◆ THE PROBLEM:
I need the lines from the one holding "Image resolution: width=1676" to the last line of the data below repeated exactly, both included, without pictures.

[[ RECORD EXCERPTS, beginning ]]

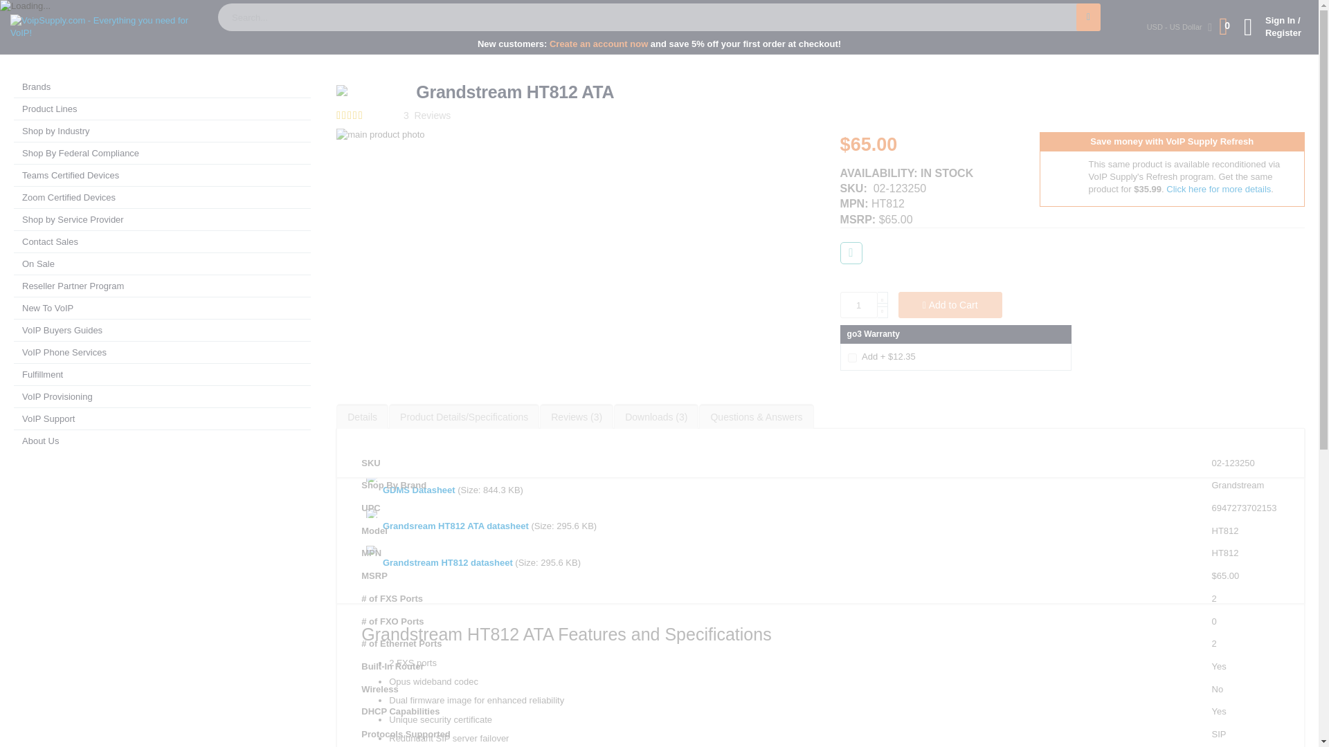 Image resolution: width=1329 pixels, height=747 pixels. I want to click on Grandstream Adapters, so click(305, 37).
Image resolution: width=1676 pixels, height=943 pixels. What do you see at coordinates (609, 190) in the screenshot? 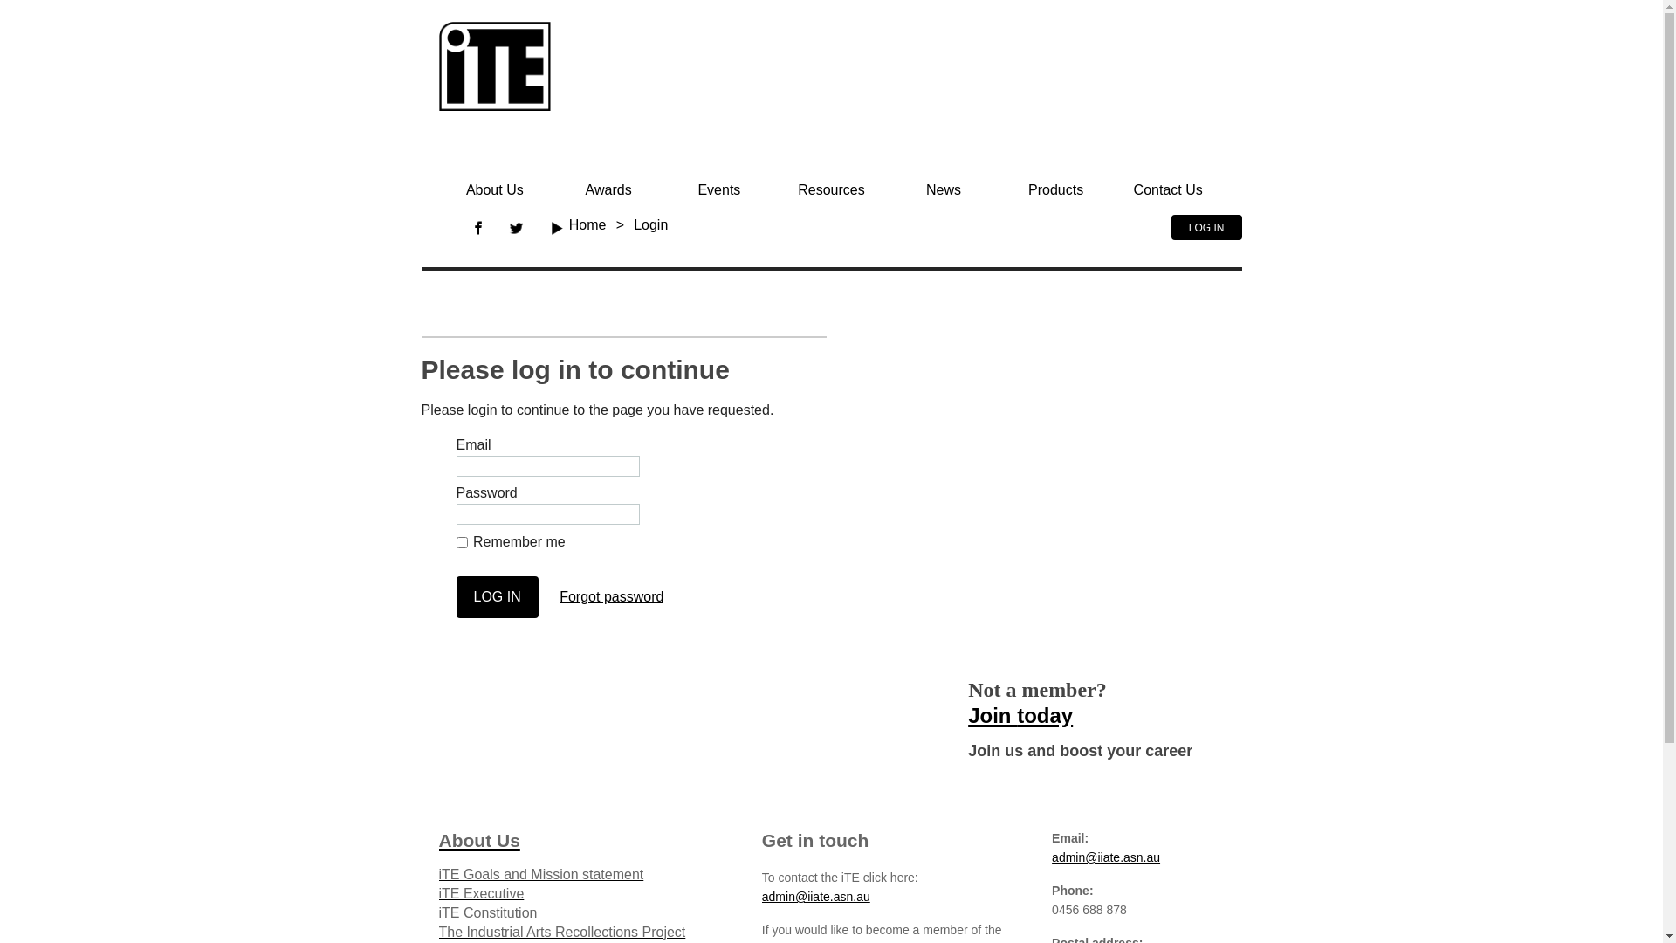
I see `Awards` at bounding box center [609, 190].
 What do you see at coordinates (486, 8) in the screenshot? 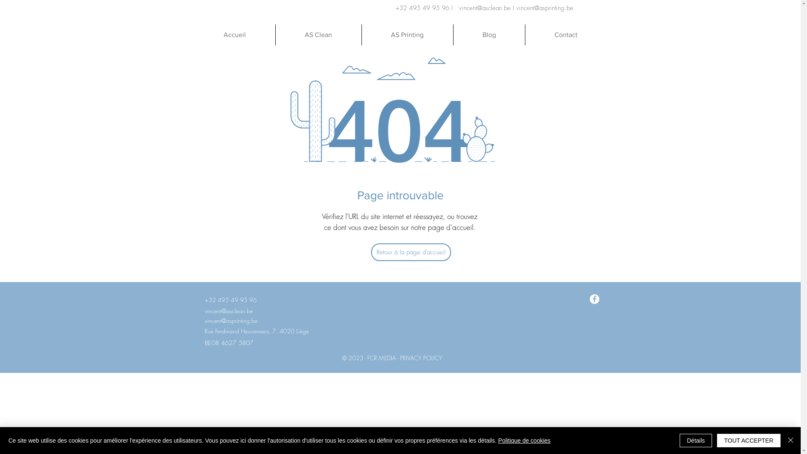
I see `vincent@asclean.be ` at bounding box center [486, 8].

[[ RECORD EXCERPTS, end ]]

◆ WRITTEN SOLUTION:
Image resolution: width=1676 pixels, height=943 pixels. What do you see at coordinates (609, 190) in the screenshot? 
I see `Awards` at bounding box center [609, 190].
 What do you see at coordinates (486, 8) in the screenshot? 
I see `vincent@asclean.be ` at bounding box center [486, 8].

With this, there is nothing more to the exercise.